A simple command is a sequence of optional parameter assignments followed by blank-separated words, with optional redirections interspersed. For a description of assignment, see the beginning of Parameters.
The first word is the command to be executed, and the remaining words, if any, are arguments to the command. If a command name is given, the parameter assignments modify the environment of the command when it is executed. The value of a simple command is its exit status, or 128 plus the signal number if terminated by a signal. For example,
echo foo
is a simple command with arguments.
A pipeline is either a simple command, or a sequence of two or more
simple commands where each command is separated from the next by ‘|
’
or ‘|&
’. Where commands are separated by ‘|
’, the standard
output of the first command is connected to the
standard input of the next. ‘|&
’ is shorthand for ‘2>&1 |
’, which
connects both the standard output and the standard error of the
command to the standard input of the next. The value of a pipeline
is the value of the last command, unless the pipeline is preceded by
‘!
’ in which case the value is the logical inverse of the value of the
last command.
For example,
echo foo | sed 's/foo/bar/'
is a pipeline, where the output (‘foo
’ plus a newline) of the first
command will be passed to the input of the second.
If a pipeline is preceded by ‘coproc
’, it is executed as a coprocess;
a two-way pipe is established between it and the parent shell. The
shell can read from or write to the coprocess by means of the ‘>&p
’
and ‘<&p
’ redirection operators or with ‘print -p
’ and ‘read -p
’.
A pipeline cannot be preceded by both ‘coproc
’ and ‘!
’.
If job control is active, the coprocess can be treated in other than input
and output as an ordinary background job.
A sublist is either a single pipeline, or a sequence of two or more
pipelines separated by ‘&&
’ or ‘||
’. If two pipelines are separated
by ‘&&
’, the second pipeline is executed only if the first succeeds
(returns a zero status). If two pipelines are separated by ‘||
’, the
second is executed only if the first fails (returns a nonzero status).
Both operators have equal precedence and are left associative.
The value of the sublist is the value of the last pipeline executed.
For example,
dmesg | grep panic && print yes
is a sublist consisting of two pipelines, the second just a simple command
which will be executed if and only if the grep
command returns a zero
status. If it does not, the value of the sublist is that return status, else
it is the status returned by the print
(almost certainly zero).
A list is a sequence of zero or more sublists, in which each sublist
is terminated by ‘;
’, ‘&
’, ‘&|
’, ‘&!
’, or a newline.
This terminator
may optionally be omitted from the last sublist in the list when the
list appears as a complex command inside ‘(
...)
’
or ‘{
...}
’. When a
sublist is terminated by ‘;
’ or newline, the shell waits for it to
finish before executing the next sublist. If a sublist is terminated
by a ‘&
’, ‘&|
’, or ‘&!
’,
the shell executes the last pipeline in it in the background, and
does not wait for it to finish (note the difference from other shells
which execute the whole sublist in the background).
A backgrounded pipeline returns a status of zero.
More generally, a list can be seen as a set of any shell commands whatsoever, including the complex commands below; this is implied wherever the word ‘list’ appears in later descriptions. For example, the commands in a shell function form a special sort of list.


Please return all of the entries below exactly as they are written.
▽
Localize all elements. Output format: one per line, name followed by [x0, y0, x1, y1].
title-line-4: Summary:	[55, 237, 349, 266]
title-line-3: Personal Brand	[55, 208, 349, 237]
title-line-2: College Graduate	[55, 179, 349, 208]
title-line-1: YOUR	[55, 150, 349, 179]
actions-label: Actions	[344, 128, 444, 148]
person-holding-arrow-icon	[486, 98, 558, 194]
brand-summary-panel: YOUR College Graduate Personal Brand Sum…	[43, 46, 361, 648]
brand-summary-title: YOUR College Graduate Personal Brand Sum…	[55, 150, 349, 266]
△
◆ **SOLVED EXERCISE**
Localize all elements. Output format: one per line, name followed by [x0, y0, x1, y1].
title-line-4: Summary:	[55, 237, 349, 266]
title-line-3: Personal Brand	[55, 208, 349, 237]
title-line-2: College Graduate	[55, 179, 349, 208]
title-line-1: YOUR	[55, 150, 349, 179]
actions-label: Actions	[344, 128, 444, 148]
person-holding-arrow-icon	[486, 98, 558, 194]
brand-summary-panel: YOUR College Graduate Personal Brand Sum…	[43, 46, 361, 648]
brand-summary-title: YOUR College Graduate Personal Brand Sum…	[55, 150, 349, 266]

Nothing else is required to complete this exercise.